The exhibition begins with the work of Allora & Calzadilla, who cataloged sites in Puerto Rico where palm trees were used as biological markers by the U.S. military during its sixty-year occupation of the island to identify locations where hazardous waste had been disposed of. These sites, now paradoxically managed as Conservation Zones, were photographed by the artists, and intervened through silkscreen printing.
Carolina Caycedo looks to Colombia, Mexico, and Brazil to document the effects of the dams on the surrounding communities and landscapes. Features archival images, maps, poems, satellite photos, and researched texts, displayed in a meandering accordion-style artist's book. Her book "Serpent River" traces the power dynamics associated with the corporatization and annihilation of water resources and the activism of displaced communities.
French-Algerian photographer and video artist Zineb Sedira presents two large-scale photographs, "The Lovers" (2009) and "Sugar Routes I" (2013), that document the movement of sugar for mass consumption across the Atlantic from the southern hemisphere, reflecting on the history of human migration across oceans.
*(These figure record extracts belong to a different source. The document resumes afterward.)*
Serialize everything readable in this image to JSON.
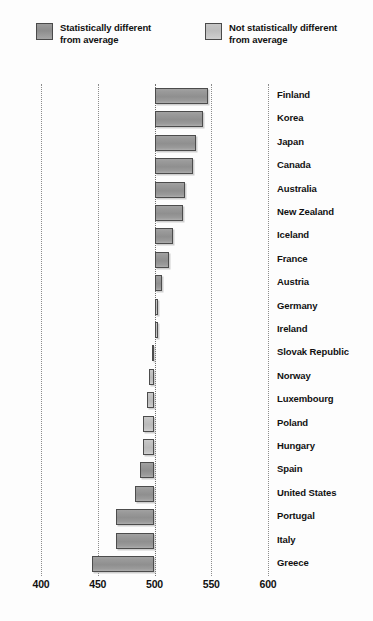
{
  "legend": {
    "items": [
      {
        "label": "Statistically different\nfrom average",
        "swatch": "dark-gray-swatch",
        "color": "#949494"
      },
      {
        "label": "Not statistically different\nfrom average",
        "swatch": "light-gray-swatch",
        "color": "#c2c2c2"
      }
    ]
  },
  "axis": {
    "ticks": [
      "400",
      "450",
      "500",
      "550",
      "600"
    ]
  },
  "chart_data": {
    "type": "bar",
    "orientation": "horizontal",
    "title": "",
    "subtitle": "",
    "xlabel": "",
    "ylabel": "",
    "xlim": [
      400,
      600
    ],
    "baseline": 500,
    "grid": true,
    "gridlines": [
      400,
      450,
      500,
      550,
      600
    ],
    "legend_position": "top",
    "categories": [
      "Finland",
      "Korea",
      "Japan",
      "Canada",
      "Australia",
      "New Zealand",
      "Iceland",
      "France",
      "Austria",
      "Germany",
      "Ireland",
      "Slovak Republic",
      "Norway",
      "Luxembourg",
      "Poland",
      "Hungary",
      "Spain",
      "United States",
      "Portugal",
      "Italy",
      "Greece"
    ],
    "values": [
      547,
      543,
      537,
      534,
      527,
      525,
      516,
      513,
      507,
      503,
      503,
      498,
      495,
      493,
      490,
      490,
      487,
      483,
      466,
      466,
      445
    ],
    "significance": [
      "different",
      "different",
      "different",
      "different",
      "different",
      "different",
      "different",
      "different",
      "different",
      "not-different",
      "not-different",
      "not-different",
      "not-different",
      "not-different",
      "not-different",
      "not-different",
      "different",
      "different",
      "different",
      "different",
      "different"
    ],
    "bars": [
      {
        "label": "Finland",
        "value": 547,
        "significance": "different"
      },
      {
        "label": "Korea",
        "value": 543,
        "significance": "different"
      },
      {
        "label": "Japan",
        "value": 537,
        "significance": "different"
      },
      {
        "label": "Canada",
        "value": 534,
        "significance": "different"
      },
      {
        "label": "Australia",
        "value": 527,
        "significance": "different"
      },
      {
        "label": "New Zealand",
        "value": 525,
        "significance": "different"
      },
      {
        "label": "Iceland",
        "value": 516,
        "significance": "different"
      },
      {
        "label": "France",
        "value": 513,
        "significance": "different"
      },
      {
        "label": "Austria",
        "value": 507,
        "significance": "different"
      },
      {
        "label": "Germany",
        "value": 503,
        "significance": "not-different"
      },
      {
        "label": "Ireland",
        "value": 503,
        "significance": "not-different"
      },
      {
        "label": "Slovak Republic",
        "value": 498,
        "significance": "not-different"
      },
      {
        "label": "Norway",
        "value": 495,
        "significance": "not-different"
      },
      {
        "label": "Luxembourg",
        "value": 493,
        "significance": "not-different"
      },
      {
        "label": "Poland",
        "value": 490,
        "significance": "not-different"
      },
      {
        "label": "Hungary",
        "value": 490,
        "significance": "not-different"
      },
      {
        "label": "Spain",
        "value": 487,
        "significance": "different"
      },
      {
        "label": "United States",
        "value": 483,
        "significance": "different"
      },
      {
        "label": "Portugal",
        "value": 466,
        "significance": "different"
      },
      {
        "label": "Italy",
        "value": 466,
        "significance": "different"
      },
      {
        "label": "Greece",
        "value": 445,
        "significance": "different"
      }
    ]
  }
}
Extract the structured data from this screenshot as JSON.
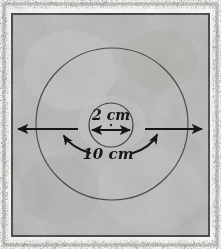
{
  "figure": {
    "kind": "hand-drawn-geometry-diagram",
    "medium": "scanned photograph with dark speckled frame border"
  },
  "colors": {
    "background_paper": "#b9b9b7",
    "background_light": "#cfcfcd",
    "background_dark": "#a3a3a1",
    "frame_outer_white": "#fdfdfb",
    "frame_speckle": "#5d5c58",
    "frame_inner_line": "#3a3a37",
    "ink": "#171717",
    "circle_stroke": "#4a4a47"
  },
  "shapes": {
    "outer_circle": {
      "name": "outer-circle",
      "cx": 112,
      "cy": 124,
      "r": 76,
      "label": "10 cm"
    },
    "inner_circle": {
      "name": "inner-circle",
      "cx": 111,
      "cy": 125,
      "r": 22,
      "label": "2 cm"
    },
    "center_dot": {
      "name": "center-dot",
      "cx": 111,
      "cy": 125,
      "r": 1.2
    }
  },
  "annotations": {
    "inner_diameter": {
      "name": "inner-diameter-arrow",
      "text": "2 cm",
      "value": 2,
      "unit": "cm",
      "measures": "inner circle diameter",
      "text_x": 111,
      "text_y": 119,
      "font_size": 14,
      "arrow_y": 130,
      "arrow_x1": 90,
      "arrow_x2": 132
    },
    "outer_diameter": {
      "name": "outer-diameter-arrow",
      "text": "10 cm",
      "value": 10,
      "unit": "cm",
      "measures": "outer circle diameter",
      "text_x": 106,
      "text_y": 158,
      "font_size": 15,
      "arrow_y": 129,
      "left_arrow_x1": 78,
      "left_arrow_x2": 16,
      "right_arrow_x1": 145,
      "right_arrow_x2": 204
    },
    "leader_left": {
      "name": "leader-arrow-left",
      "from_x": 88,
      "from_y": 152,
      "to_x": 63,
      "to_y": 135
    },
    "leader_right": {
      "name": "leader-arrow-right",
      "from_x": 134,
      "from_y": 152,
      "to_x": 158,
      "to_y": 134
    }
  },
  "frame": {
    "name": "photo-frame",
    "outer_margin_px": 4,
    "speckle_band_px": 4,
    "inner_white_gap_px": 3,
    "inner_line_px": 2
  }
}
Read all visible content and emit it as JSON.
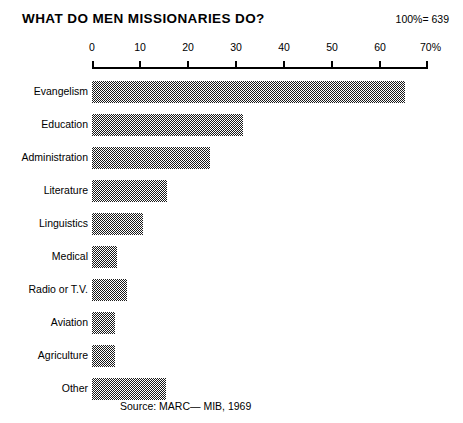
{
  "header": {
    "title": "WHAT DO MEN MISSIONARIES DO?",
    "sample_size": "100%= 639"
  },
  "footer": {
    "source": "Source: MARC— MIB, 1969"
  },
  "chart_data": {
    "type": "bar",
    "orientation": "horizontal",
    "title": "WHAT DO MEN MISSIONARIES DO?",
    "subtitle": "",
    "xlabel": "",
    "ylabel": "",
    "xlim": [
      0,
      70
    ],
    "grid": false,
    "legend": null,
    "annotations": [
      "100%= 639",
      "Source: MARC— MIB, 1969"
    ],
    "total_n": 639,
    "units": "percent",
    "xticks": [
      0,
      10,
      20,
      30,
      40,
      50,
      60,
      70
    ],
    "xticklabels": [
      "0",
      "10",
      "20",
      "30",
      "40",
      "50",
      "60",
      "70%"
    ],
    "categories": [
      "Evangelism",
      "Education",
      "Administration",
      "Literature",
      "Linguistics",
      "Medical",
      "Radio or T.V.",
      "Aviation",
      "Agriculture",
      "Other"
    ],
    "values": [
      65.2,
      31.5,
      24.6,
      15.6,
      10.6,
      5.2,
      7.3,
      4.8,
      4.8,
      15.4
    ],
    "bar_color": "#4d4d4d",
    "bar_fill": "checkerboard-dither-50"
  }
}
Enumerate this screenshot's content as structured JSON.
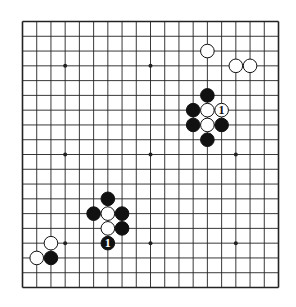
{
  "diagram": {
    "type": "go-board",
    "size": 19,
    "colors": {
      "line": "#222222",
      "black_stone": "#111111",
      "white_stone": "#ffffff",
      "background": "#ffffff"
    },
    "star_points": [
      [
        3,
        3
      ],
      [
        9,
        3
      ],
      [
        15,
        3
      ],
      [
        3,
        9
      ],
      [
        9,
        9
      ],
      [
        15,
        9
      ],
      [
        3,
        15
      ],
      [
        9,
        15
      ],
      [
        15,
        15
      ]
    ],
    "stones": [
      {
        "color": "white",
        "col": 13,
        "row": 2
      },
      {
        "color": "white",
        "col": 15,
        "row": 3
      },
      {
        "color": "white",
        "col": 16,
        "row": 3
      },
      {
        "color": "black",
        "col": 13,
        "row": 5
      },
      {
        "color": "black",
        "col": 12,
        "row": 6
      },
      {
        "color": "white",
        "col": 13,
        "row": 6
      },
      {
        "color": "white",
        "col": 14,
        "row": 6,
        "label": "1"
      },
      {
        "color": "black",
        "col": 12,
        "row": 7
      },
      {
        "color": "white",
        "col": 13,
        "row": 7
      },
      {
        "color": "black",
        "col": 14,
        "row": 7
      },
      {
        "color": "black",
        "col": 13,
        "row": 8
      },
      {
        "color": "black",
        "col": 6,
        "row": 12
      },
      {
        "color": "black",
        "col": 5,
        "row": 13
      },
      {
        "color": "white",
        "col": 6,
        "row": 13
      },
      {
        "color": "black",
        "col": 7,
        "row": 13
      },
      {
        "color": "white",
        "col": 6,
        "row": 14
      },
      {
        "color": "black",
        "col": 7,
        "row": 14
      },
      {
        "color": "black",
        "col": 6,
        "row": 15,
        "label": "1"
      },
      {
        "color": "white",
        "col": 2,
        "row": 15
      },
      {
        "color": "white",
        "col": 1,
        "row": 16
      },
      {
        "color": "black",
        "col": 2,
        "row": 16
      }
    ]
  }
}
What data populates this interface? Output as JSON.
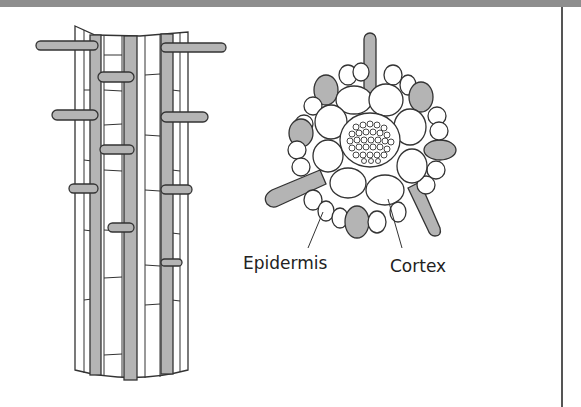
{
  "figure": {
    "labels": {
      "epidermis": "Epidermis",
      "cortex": "Cortex"
    },
    "colors": {
      "hair_fill": "#b4b4b4",
      "outline": "#333333",
      "top_band": "#8e8e8e",
      "background": "#ffffff"
    }
  }
}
Colombian artists Mazenett & Quiroga explore the relationships between living organisms and how the "resources" in their mineral and biological ecosystems are appropriated and expanded across cultures, becoming an integral part of globalized economies and our daily lives. Drawing on a fascination with the jaguar, present as a physical and spiritual animal in most Native American cultures, the artists explored the animal's habitat in the Colombian Amazon and the Lacandon jungle of Mexico, where mineral mining threatens the environment.
Featuring artists Alberta Whittle, Allora & Calzadilla, Carolina Caycedo, Louis Henderson, Malala Andrialavidrazana, Mazenett Quiroga, Otobong Nkanga, Zineb Sedira, and Shiraz Bayjoo.